I mustn’t forget that,’ the oil said, getting him that far, to where he sprang from the still running mule and into Hightower’s house.
Then he had something else.
‘Now that’s done,’ thinking Even if I can’t get a regular doctor That got him to the square and then betrayed him; he could feel it, clawed with lurking, thinking Even if I don’t get a regular doctor.
Because I have never believed that I would need one.
I didn’t believe It was in his mind, galloping in yoked and headlong paradox with the need for haste while he helped the old doctor hunt for the key to the strongbox in order to get the switch key for the car.
They found it at last, and for a time the need for haste went hand in hand with movement, speed, along the empty road beneath the empty dawn that, or he had surrendered all reality, all dread and fear, to the doctor beside him, as people do.
Anyway it got him back to the cabin, where the two of them left the car and approached the cabin door, beyond which the lamp still burned: for that interval he ran in the final hiatus of peace before the blow fell and the clawed thing overtook him from behind.
Then he heard the child cry.
Then he knew.
Dawn was making fast.
He stood quietly in the chill peace, the waking quiet—small, nondescript, whom no man or woman had ever turned to look at twice anywhere.
He knew now that there had been something all the while which had protected him against believing, with the believing protected him.
With stern and austere astonishment he thought It was like it was not until Mrs. Hines called me and I heard her and saw her face and knew that Byron Bunch was nothing in this world to her right then, that I found out that she is not a virgin And he thought that that was terrible, but that was not all.
There was something else.
His head was not bowed.
He stood quite still in the augmenting dawn, while thinking went quietly And this too is reserved for me, as Reverend Hightower says.
I’ll have totell him now.
I’ll have to tell Lucas BurchIt was not unsurprise now.
It was something like the terrible and irremediable despair of adolescence Why, I didn’t even believe until now that he was so.
It was like me, and her, and all the other folks that I had to get mixed up in it, were just a lot of words that never even stood for anything, were not even us, while all the time what was us was going on and going on without even missing the lack of words.
Yes.
It ain’t until now that I ever believed that he is Lucas Burch.
That there ever was a Lucas Burch.
‘Luck,’ Hightower says; ‘luck.
I don’t know whether I had it or not.’
But the doctor has gone on into the cabin.
Looking back for another moment, Hightower watches the group about the cot, hearing still the doctor’s cheery voice.
The old woman now sits quietly, yet looking back at her it seems but a moment ago that he was struggling with her for the child, lest she drop it in her dumb and furious terror.

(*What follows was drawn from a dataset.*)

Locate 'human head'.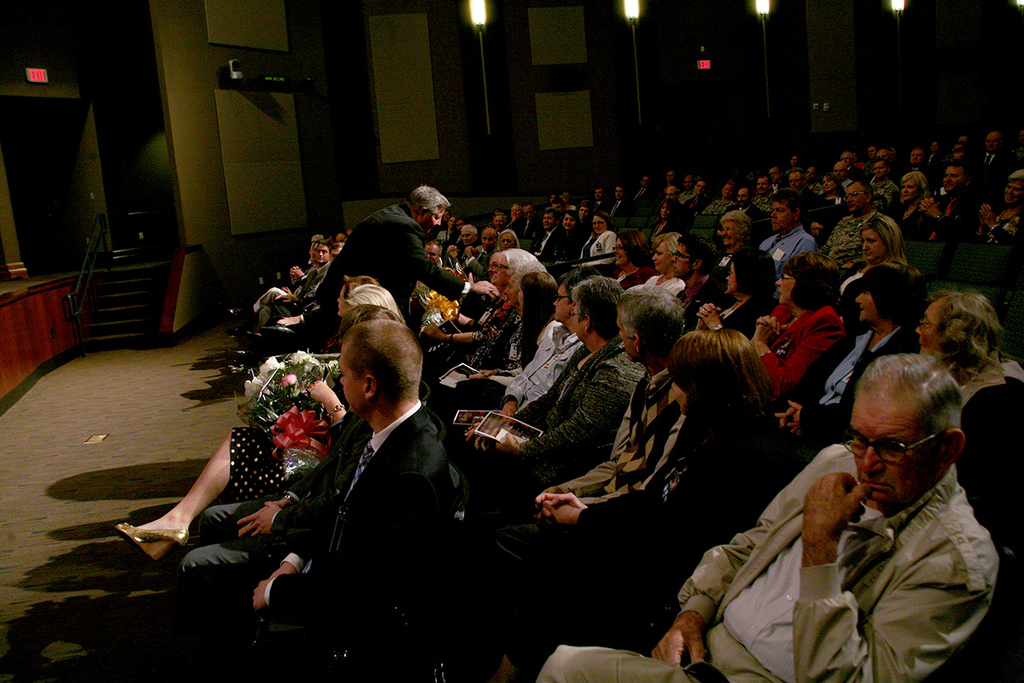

But no less furious for being dumb it was as, the child snatched almost from the mother’s body, she held it high aloft, her heavy, bearlike body crouching as she glared at the old man asleep on the cot.
He was sleeping so when Hightower arrived.
He did not seem to breathe at all, and beside the cot the woman was crouching in a chair when he entered.
She looked exactly like a rock poised to plunge over a precipice, and for an instant Hightower thought She has already killed him.
She has taken her precautions well beforehand this time Then he was quite busy; the old woman was at his elbow without his being aware of it until she snatched the still unbreathing child and held it aloft, glaring at the old sleeping man on the other cot with the face of a tiger. Then the child breathed and cried, and the woman seemed to answer it, also in no known tongue, savage and triumphant.
Her face was almost maniacal as he struggled with her and took the child from her before she dropped it.
“See,” he said. “Look!
He’s quiet.
He’s not going to take it away this time.”
Still she glared at him, dumb, beastlike, as though she did not understand English.